And One to Die On(31)
Mathilda frowned. “They didn’t even look that much alike, if you ask me. Lilith had a sweeter and more regular face. And she’d just had the baby, of course, so she’d put on a little weight. She was round and sort of maternal-looking in a glamorous kind of way. Like Demi Moore now. Tasheba Kent was always the bone-thin, hawk-faced, predatory type. She looked like a vulture.”
“She was beautiful,” Richard Fenster countered. There was a slight edge to his voice. “And I think you’re putting far too much emphasis on one movie-magazine interview. In the first place, those magazines were notorious for misquoting stars and misrepresenting facts. In the second place, even if she did say exactly those specific things, I think it was perfectly understandable. Her sister had just died. The cause of death was in at least some ways connected to the affair she was having with her sister’s husband. A little rogue guilt seems to be right in order here.”
“I don’t think she was feeling guilty at all,” Mathilda told him. “I think she was having a grand old time. The tone of the whole piece is just wrong. You should have read it. Lilith is gone and now she has Cavender Marsh all to herself, but that isn’t enough, because she wants your sympathy too. Lilith may be dead, but it’s Tasheba who is suffering.”
Richard Fenster looked thoughtful. “You should get a copy of that Photoplay for the auction. I’d be interested to own it.”
“If Tasheba Kent is your idol, I’d think you’d want to destroy every copy of the thing in existence,” Mathilda said. “It certainly doesn’t put that woman in a very good light.”
“Attention,” the loudspeaker over their head blared, through a rain of static that almost made the word sound like an expletive in a Balkan language. “Attention all passengers of MaineAir flights one seventy-seven and two twenty-nine. That’s MaineAir one seventy-seven and two twenty-nine. Flights will be boarding at gate number—” more static “—in fifteen minutes. That’s—”
The static drowned the rest of the message out.
“I don’t think they’ve changed the gate, do you?” Kelly Pratt asked.
“Only way to find out is to walk that way and ask the first MaineAir person we find.” Richard Fenster stood. “Are you coming, Miss Frazier?”
Mathilda considered asking him to call her “Ms.” but decided against it. It was unnecessarily antagonistic, and it really wouldn’t make sense for her to turn Fenster into an enemy. He had collected so much stuff already. He might want to have an auction of his own one day.
Mathilda grabbed her bag and stood up.
“I’m coming,” she told him, in as pleasant a voice as possible. It wasn’t very pleasant.
In the course of having a single drink that none of them had finished, Mathilda Frazier had gone from disliking Richard Fenster to absolutely loathing him.
3
Back on the island, Tasheba Kent was lying on top of the bedspread in her four-poster, king-size, curtained-and-canopied bed. The window curtains were drawn, and had been since noon. The tray with Tasheba’s lunch on it was sitting on the vanity table, untouched. Around about eleven thirty, she had heard the sound of voices down in the foyer, as some of the guests arrived. Since then, things had been very quiet. Tasheba stared up at the underside of the canopy and wondered what was going on down there, who had come, what they were doing, what they were saying about her. The items for the auction were laid out on three long tables in the library, watched over by a man they had hired from the village. Each of the three of them had their own table, with the things that had belonged to more than one of them parceled out at random. She wondered if they were looking through those things now, pawing over them, trying to make them come right. God only knew she had pawed through them often enough herself in the last sixty years. By now she ought to know that no matter how many times she replayed the story, she could never make it come out right.
Sixty years.
She reached over to her night table and picked up the Tiffany’s brass carriage clock that she’d had at least since the year it all happened. She and Cavender didn’t get into Tiffany’s anymore. It was a good thing the clock was well made and hadn’t needed repair. Tasheba didn’t have her glasses on and the room was dark. She tilted the clock back and forth in the thin wash of grayness that seeped through a crack in the window curtains. Four fifteen, the clock seemed to say. That was a good time, four fifteen. It was Cavender’s time to be alone.
Tasheba moved very slowly, first onto her side, then almost over onto her stomach. She had to be careful. She had grown very frail. Simple things had become very difficult or even impossible. She braced herself against the night table and levered herself up into a sitting position, with her legs hanging off the side of the bed. Her big platinum and diamond dinner ring cut into the flesh of her fingers as she pushed against the night table’s edge, making her want to cry out.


**What the task asks:**
Which lines in the records below mention the word "from"? Copy each one out.
::::
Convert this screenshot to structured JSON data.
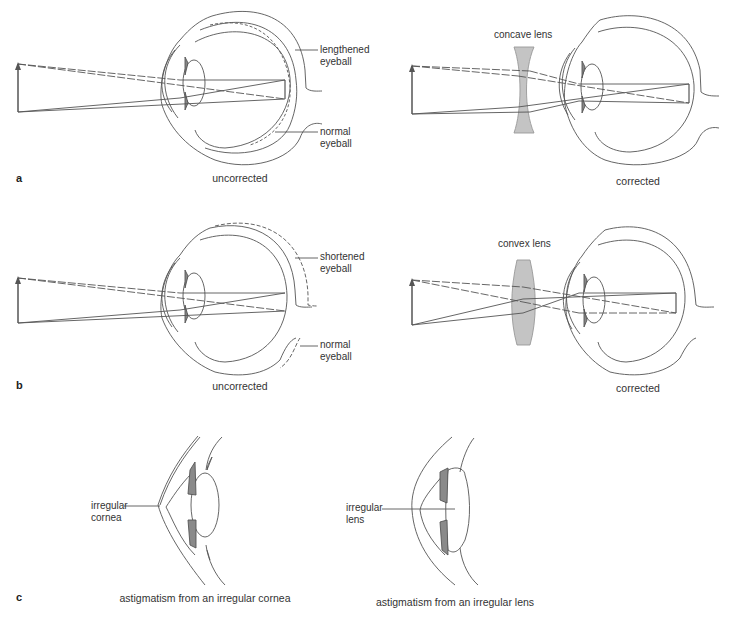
{
  "panels": {
    "a": {
      "letter": "a",
      "uncorrected": {
        "caption": "uncorrected",
        "label1": "lengthened\neyeball",
        "label1_a": "lengthened",
        "label1_b": "eyeball",
        "label2_a": "normal",
        "label2_b": "eyeball"
      },
      "corrected": {
        "caption": "corrected",
        "lens_label": "concave lens"
      }
    },
    "b": {
      "letter": "b",
      "uncorrected": {
        "caption": "uncorrected",
        "label1_a": "shortened",
        "label1_b": "eyeball",
        "label2_a": "normal",
        "label2_b": "eyeball"
      },
      "corrected": {
        "caption": "corrected",
        "lens_label": "convex lens"
      }
    },
    "c": {
      "letter": "c",
      "left": {
        "caption": "astigmatism from an irregular cornea",
        "label_a": "irregular",
        "label_b": "cornea"
      },
      "right": {
        "caption": "astigmatism from an irregular lens",
        "label_a": "irregular",
        "label_b": "lens"
      }
    }
  },
  "colors": {
    "line": "#444444",
    "lens_fill": "#c4c4c4",
    "iris_fill": "#8a8a8a",
    "arrow": "#555555"
  }
}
::::
**Expected answer:**
        "caption": "astigmatism from an irregular cornea",
        "caption": "astigmatism from an irregular lens",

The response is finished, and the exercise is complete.